I love Baltimore. It is a city with a giant heart and has remained one of my favorite places to keep returning to on tour. It is unique and beautiful, and you can't mistake it for anywhere else in the world - Baltimore is one hundred percent Baltimore.
When you're editing the film, you use a temp track. So you're putting music in there for a rough cut to keep track of what's going on. It can be a hindrance if wrong, it can be an enormous asset if you get it right.
If you go to probably any jury trial in Baltimore that involves violence, either an assault or murder, and watch the voir dire, to me, that's when you get a sense of what it's like to live in Baltimore.
Of course, in our train of thought, we would all like to think we're on the right track, or at least the same railroad company as the right track.
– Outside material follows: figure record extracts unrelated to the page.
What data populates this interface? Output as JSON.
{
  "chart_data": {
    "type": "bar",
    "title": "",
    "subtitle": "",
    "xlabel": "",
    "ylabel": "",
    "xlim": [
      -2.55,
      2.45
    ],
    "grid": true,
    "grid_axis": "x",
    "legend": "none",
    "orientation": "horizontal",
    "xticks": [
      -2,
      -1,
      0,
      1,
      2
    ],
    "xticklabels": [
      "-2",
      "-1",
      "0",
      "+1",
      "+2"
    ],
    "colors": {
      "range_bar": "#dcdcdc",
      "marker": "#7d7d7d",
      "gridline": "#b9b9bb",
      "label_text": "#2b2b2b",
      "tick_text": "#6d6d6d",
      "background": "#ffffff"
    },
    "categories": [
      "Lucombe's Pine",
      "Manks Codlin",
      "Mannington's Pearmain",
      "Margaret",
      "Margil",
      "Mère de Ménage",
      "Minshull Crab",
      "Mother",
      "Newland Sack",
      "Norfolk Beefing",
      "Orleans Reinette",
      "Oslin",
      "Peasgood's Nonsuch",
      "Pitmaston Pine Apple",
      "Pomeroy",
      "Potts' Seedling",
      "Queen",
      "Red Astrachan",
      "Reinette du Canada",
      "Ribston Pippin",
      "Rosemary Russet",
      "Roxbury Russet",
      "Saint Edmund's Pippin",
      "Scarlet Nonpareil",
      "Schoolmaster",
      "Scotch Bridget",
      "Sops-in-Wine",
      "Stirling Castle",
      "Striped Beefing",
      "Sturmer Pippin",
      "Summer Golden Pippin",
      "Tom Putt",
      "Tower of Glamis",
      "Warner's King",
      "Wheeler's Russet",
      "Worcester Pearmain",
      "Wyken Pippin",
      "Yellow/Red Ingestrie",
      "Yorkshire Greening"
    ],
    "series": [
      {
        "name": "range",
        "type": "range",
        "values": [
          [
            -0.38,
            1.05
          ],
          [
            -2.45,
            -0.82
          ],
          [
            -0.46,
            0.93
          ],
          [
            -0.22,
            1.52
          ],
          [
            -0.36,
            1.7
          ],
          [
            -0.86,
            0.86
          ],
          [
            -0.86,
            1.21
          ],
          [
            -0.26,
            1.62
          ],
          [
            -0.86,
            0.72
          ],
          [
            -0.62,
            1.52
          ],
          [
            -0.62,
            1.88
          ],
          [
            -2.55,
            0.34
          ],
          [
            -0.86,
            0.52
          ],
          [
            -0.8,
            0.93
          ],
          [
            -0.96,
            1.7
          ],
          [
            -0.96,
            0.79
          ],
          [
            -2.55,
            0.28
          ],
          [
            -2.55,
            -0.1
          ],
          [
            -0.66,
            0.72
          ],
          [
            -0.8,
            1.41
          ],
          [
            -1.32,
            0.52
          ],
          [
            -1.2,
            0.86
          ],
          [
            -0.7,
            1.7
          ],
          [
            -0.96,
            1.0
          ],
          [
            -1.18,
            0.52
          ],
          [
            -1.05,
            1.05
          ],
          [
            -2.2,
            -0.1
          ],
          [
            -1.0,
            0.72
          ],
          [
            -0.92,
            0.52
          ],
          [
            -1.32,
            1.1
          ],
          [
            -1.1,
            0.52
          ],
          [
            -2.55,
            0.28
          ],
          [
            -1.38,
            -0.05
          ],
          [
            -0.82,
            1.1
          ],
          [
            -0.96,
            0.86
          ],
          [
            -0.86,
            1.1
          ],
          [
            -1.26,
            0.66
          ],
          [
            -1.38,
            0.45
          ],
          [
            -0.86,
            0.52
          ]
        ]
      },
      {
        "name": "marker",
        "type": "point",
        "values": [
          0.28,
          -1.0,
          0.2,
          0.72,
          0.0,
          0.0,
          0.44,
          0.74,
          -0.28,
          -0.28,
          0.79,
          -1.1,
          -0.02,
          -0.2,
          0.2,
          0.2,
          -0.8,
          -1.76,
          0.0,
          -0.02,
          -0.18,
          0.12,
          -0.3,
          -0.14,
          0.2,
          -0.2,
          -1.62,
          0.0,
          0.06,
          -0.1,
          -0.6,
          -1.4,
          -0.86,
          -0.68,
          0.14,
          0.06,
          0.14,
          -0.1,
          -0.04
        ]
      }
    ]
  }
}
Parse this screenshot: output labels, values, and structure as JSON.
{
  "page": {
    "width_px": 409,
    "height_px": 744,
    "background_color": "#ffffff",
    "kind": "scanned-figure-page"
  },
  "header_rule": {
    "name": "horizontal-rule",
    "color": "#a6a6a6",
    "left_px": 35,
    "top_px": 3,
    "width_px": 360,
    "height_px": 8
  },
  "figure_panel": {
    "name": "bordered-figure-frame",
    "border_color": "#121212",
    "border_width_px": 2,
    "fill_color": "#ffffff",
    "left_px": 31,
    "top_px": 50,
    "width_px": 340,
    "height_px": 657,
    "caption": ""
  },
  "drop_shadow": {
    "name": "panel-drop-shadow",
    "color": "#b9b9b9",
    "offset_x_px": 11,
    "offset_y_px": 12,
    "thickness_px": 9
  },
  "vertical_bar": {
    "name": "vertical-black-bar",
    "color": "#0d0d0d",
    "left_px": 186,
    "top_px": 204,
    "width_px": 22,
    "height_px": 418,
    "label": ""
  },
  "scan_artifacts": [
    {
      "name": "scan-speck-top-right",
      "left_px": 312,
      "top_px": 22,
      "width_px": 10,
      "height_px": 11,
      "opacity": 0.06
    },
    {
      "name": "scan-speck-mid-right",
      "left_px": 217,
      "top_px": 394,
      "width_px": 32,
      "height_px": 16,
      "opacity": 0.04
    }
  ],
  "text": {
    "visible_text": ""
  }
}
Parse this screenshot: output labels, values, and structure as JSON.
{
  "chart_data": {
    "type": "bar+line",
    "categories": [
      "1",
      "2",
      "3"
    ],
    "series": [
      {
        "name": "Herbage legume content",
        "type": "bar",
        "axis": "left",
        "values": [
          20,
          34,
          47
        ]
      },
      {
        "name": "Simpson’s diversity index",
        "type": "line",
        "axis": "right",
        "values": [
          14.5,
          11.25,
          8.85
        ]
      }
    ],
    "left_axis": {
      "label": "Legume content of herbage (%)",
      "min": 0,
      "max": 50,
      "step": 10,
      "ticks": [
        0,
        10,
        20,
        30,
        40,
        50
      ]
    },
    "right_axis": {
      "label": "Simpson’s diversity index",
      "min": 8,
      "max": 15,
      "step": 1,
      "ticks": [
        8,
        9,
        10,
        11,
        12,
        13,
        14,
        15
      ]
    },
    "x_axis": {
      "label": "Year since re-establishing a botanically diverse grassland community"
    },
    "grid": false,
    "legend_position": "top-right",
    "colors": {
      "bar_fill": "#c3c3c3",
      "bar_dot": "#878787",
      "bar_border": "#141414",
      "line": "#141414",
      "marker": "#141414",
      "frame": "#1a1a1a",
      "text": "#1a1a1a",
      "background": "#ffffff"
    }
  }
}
Here's Hillary Clinton getting away with tying the Republicans to rich people. She's tying the Republican Party to Wall Street, to the big banks. She's tying the Republican Party to the financial crisis in 2008. It's all their fault. She's tying herself as with the low-income crowd - and the average, ordinary middle class American - as their champion, as their defender. They don't know that it's not the Republicans in bed with banks. They don't know that it's the banks that are practically paying for and underwriting the Democrat Party and Hillary Clinton today.
We are on the right track to the 21st century. We are on the right track, but our work is not finished. What should we do? First, let us consider how to proceed. I say the question is no longer, "Who's to blame?" but "What to do?"
At one time I'd been to every park except Baltimore and Houston, but can't even keep track of who plays where these days.
You know why I love Chicago? Because this is just like Baltimore. Like, you can't go to Baltimore and be fake. They gonna point you right out, like, "Nah, you fake, go ahead outta here." They're going to chew you up and spit you out if you're fake. And if you come to Chicago, you can't be fake, in terms of the love and the concern. You gotta be real. Your good intentions - people want to feel that. We don't get enough of that.
Well it was sent to me, well because almost everything that is written in Baltimore is sent to me. And David Simon, who was a writer for the Baltimore Sun, spent one year following the homicide squad in Baltimore and he chronicled that period of time.
In track years... track is not like other sports. You do have track athletes that stay in this sport until, like, 35, 36, but I think when you get to 28, it's really difficult.
In Burma, we need to find out what we have to do in order to keep the democratization process on track. Economic reforms have to be taken one by one. You see it's not just speed that's important, it's sequencing as well. You've got to get the speed right; you have to get the sequencing right.
I had been using a 4-track and a digital 8-track in the '90s, and it was this huge complicated thing. But GarageBand is right there.
It's hard for me to view Baltimore outside the context of what Baltimore has always been in my mind: a violent place.